Sonic Cinema

Sounds, Visions and Insights by Brian Skutle

Videodrome

Grade : A+ Year : 1983 Director : David Cronenberg Running Time : 1hr 27min Genre : , ,
Movie review score
A+

I’m finally starting to dig in to David Cronenberg, and boy, are his classics of a different breed than the ones I started watching him on. I get why he became one of the great genre filmmakers of his generation. It’s not just the way he utilizes horror and makeup, but what he says in those films. His films are a commentary on the society they were made in, and that’s why the best ones continue to have an urgency and energy now. It’s fascinating to think of how society was in 1983, when he made “Videodrome,” and where it is now, and how his views on media and the consumption of media seem quaint when we apply them to 1983, but prescient when we consider media now.

This might be James Woods’s best role, and best performance, partially because of what a piece of shit he’s shown himself to be in real life. Here, he plays Max Renn, the President of Civic TV, a low-wattage UHF channel in Toronto where he relishes in playing shows and videos that push the boundary of entertainment. Soft core porn? Sure. Hard core violence? No problem. So long as it gets people watching his channel, and coming back for more, he doesn’t have a problem. One day, he goes to Harlan (Peter Dvorsky), who runs an unauthorized satellite dish for Max, and he has something new for him- it’s a show called Videodrome, and it shows a woman, naked, bound in front of what looks like a mud wall as she is tortured. Max takes it home, and shows it to his girlfriend (Nicki Brand, played by Debbie Harry). The show has its hooks in Max immediately, and he needs more. But what if the show isn’t fake? What if he’s watching snuff? He begins to hallucinate, but his id is fully in control. He needs more Videodrome.

When the film originally came out, it was the dawn of cable TV and video cassettes. The 24-hour news cycle was still getting started, and networks still had an “end to their broadcast day.” What Cronenberg is doing is surveying the new media landscape, and imagining what it might bring. One of the film’s most interesting characters is Brian O’Blivion (Jack Creley), a media analyst Max shares a talk show with in discussing this landscape, and one of the most striking things he talks about is, “One day, we will all have TV names.” In the age of avatars and anons and nicknames to hide our identities on Twitter or Instagram, we’re living in that moment now, and when the truth about O’Blivion is revealed, it gets even more prescient about online interaction now. Max goes to track down O’Blivion at a homeless shelter run by his daughter, Bianca (Sonja Smits), and she has TVs set up for all of the people there to watch. Media is the ultimate villain in Cronenberg’s film, and Max’s journey further down the rabbit hole is what happens now with the “algorithm” social media sites use to get us hooked, more and more, to particular content. Max is a willing guinea pig, though- while an assistant (Lynne Gorman) warns him about looking deeper into Videodrome, she also knows that he’s inevitably going to continue looking until he finds what he needs. Does this qualify Cronenberg as a visionary?

Cronenberg has made a truly seedy piece of film here- it’s not just the content that Max is chasing, but the director and his cinematographer, Mark Irwin, have made sure to make this feel as sleazy as possible to look at, and that’s a big part of why it works. The other key factor is the fantastic makeup effects by Rick Baker. There’s a tactile nastiness to Cronenberg’s body horror in this film that feels like a dry run of what he would do later in not just “The Fly,” but in 1999’s “eXistenZ.” Cronenberg is someone who doesn’t shy away from disturbing images, and “Videodrome” has some of his most unsettling and unforgettable, especially when we get to the third act, and Videodrome completely has its hooks in Max (literally), and leads him to, what seems like, an inevitable ending. After “Scanners” last year and “Videodrome” this year, Cronenberg certainly has his hooks in me- I can’t wait to dive more into the films of his I haven’t watched yet, and rewatch some of the ones I have.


EXERCISE OBJECTIVE: Look through the records below and copy each line that includes the word "button".

PROVIDED INFORMATION:
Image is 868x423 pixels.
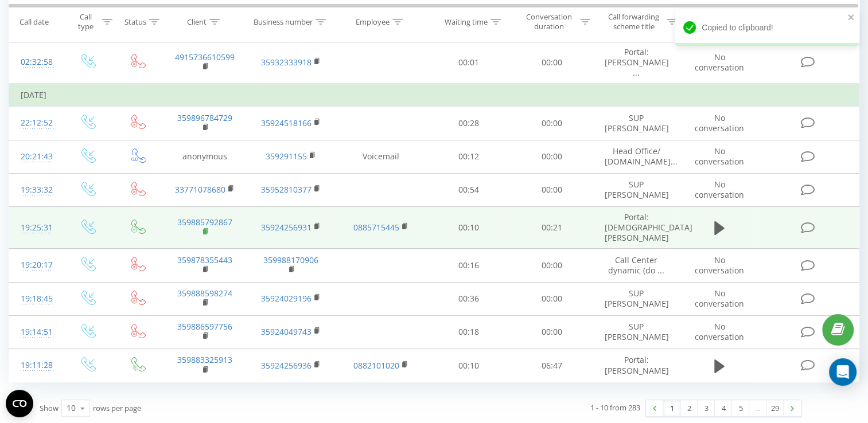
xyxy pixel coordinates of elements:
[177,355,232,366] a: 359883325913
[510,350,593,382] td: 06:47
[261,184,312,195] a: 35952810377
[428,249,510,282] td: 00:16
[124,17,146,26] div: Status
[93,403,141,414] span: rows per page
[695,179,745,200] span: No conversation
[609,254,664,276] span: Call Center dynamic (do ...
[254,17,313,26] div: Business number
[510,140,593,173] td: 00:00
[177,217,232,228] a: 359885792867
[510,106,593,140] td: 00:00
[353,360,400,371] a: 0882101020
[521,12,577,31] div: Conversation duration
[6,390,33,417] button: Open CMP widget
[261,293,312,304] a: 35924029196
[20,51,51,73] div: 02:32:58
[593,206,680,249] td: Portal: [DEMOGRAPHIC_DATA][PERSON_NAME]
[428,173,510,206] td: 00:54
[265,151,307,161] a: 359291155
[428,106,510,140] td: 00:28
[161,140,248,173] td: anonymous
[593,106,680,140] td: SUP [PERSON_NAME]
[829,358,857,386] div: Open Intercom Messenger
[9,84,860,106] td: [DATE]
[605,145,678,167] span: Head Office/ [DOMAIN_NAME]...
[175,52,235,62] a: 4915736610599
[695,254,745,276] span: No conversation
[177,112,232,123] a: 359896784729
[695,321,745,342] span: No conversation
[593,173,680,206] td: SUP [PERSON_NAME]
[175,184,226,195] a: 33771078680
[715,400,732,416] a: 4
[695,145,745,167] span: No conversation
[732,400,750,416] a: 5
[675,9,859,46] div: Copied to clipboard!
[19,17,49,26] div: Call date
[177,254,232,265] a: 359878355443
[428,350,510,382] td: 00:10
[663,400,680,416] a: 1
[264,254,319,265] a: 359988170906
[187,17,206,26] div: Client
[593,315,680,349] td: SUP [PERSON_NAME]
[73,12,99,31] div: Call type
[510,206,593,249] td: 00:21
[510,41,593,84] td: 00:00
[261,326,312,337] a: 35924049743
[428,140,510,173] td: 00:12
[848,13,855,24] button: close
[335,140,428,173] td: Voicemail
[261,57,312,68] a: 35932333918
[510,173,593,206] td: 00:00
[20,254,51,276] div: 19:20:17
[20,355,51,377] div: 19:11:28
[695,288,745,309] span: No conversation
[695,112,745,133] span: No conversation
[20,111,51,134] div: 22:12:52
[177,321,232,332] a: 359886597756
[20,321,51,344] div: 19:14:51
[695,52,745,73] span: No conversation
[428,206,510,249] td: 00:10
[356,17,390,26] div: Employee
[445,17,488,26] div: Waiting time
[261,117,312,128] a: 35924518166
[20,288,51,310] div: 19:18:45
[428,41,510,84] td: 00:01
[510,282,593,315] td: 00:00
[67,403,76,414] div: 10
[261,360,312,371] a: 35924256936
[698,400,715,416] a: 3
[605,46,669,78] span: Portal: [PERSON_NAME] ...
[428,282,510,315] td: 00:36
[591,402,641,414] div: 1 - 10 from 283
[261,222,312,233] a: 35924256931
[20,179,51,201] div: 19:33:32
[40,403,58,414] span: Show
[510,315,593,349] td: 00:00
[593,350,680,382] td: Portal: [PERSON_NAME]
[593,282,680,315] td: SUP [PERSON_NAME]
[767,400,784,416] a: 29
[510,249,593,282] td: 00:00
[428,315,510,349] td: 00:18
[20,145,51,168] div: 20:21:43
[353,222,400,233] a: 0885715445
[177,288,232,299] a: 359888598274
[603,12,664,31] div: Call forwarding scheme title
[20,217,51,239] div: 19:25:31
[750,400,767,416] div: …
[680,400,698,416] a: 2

==

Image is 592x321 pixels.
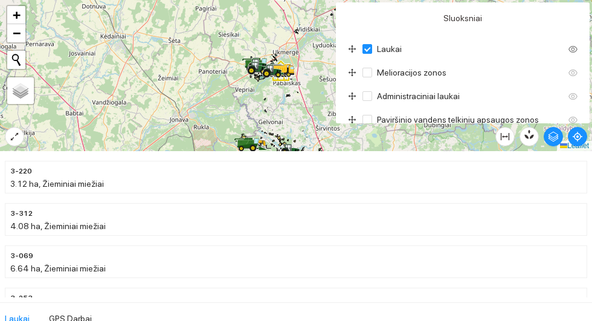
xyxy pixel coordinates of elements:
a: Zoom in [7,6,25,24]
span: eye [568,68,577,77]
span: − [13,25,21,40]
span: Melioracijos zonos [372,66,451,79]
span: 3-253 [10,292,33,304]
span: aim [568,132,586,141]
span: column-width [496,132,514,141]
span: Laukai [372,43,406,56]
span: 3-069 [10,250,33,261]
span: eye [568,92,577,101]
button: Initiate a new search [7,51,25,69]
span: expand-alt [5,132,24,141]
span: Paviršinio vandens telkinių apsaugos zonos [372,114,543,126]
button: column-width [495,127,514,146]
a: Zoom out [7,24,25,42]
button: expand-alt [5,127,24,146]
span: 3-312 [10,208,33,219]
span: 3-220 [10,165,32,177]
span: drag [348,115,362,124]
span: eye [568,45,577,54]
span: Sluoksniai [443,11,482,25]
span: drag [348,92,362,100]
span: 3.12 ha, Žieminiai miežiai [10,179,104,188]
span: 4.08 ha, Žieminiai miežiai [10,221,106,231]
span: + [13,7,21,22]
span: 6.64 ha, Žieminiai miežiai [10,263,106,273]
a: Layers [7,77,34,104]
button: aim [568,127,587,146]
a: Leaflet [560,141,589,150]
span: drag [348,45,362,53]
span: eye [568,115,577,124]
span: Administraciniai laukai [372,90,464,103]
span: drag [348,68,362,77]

ANSWER TO THIS TASK:
[6,390,33,417] button: Open CMP widget
[848,13,855,24] button: close
button: Initiate a new search [7,51,25,69]
button: column-width [495,127,514,146]
button: expand-alt [5,127,24,146]
button: aim [568,127,587,146]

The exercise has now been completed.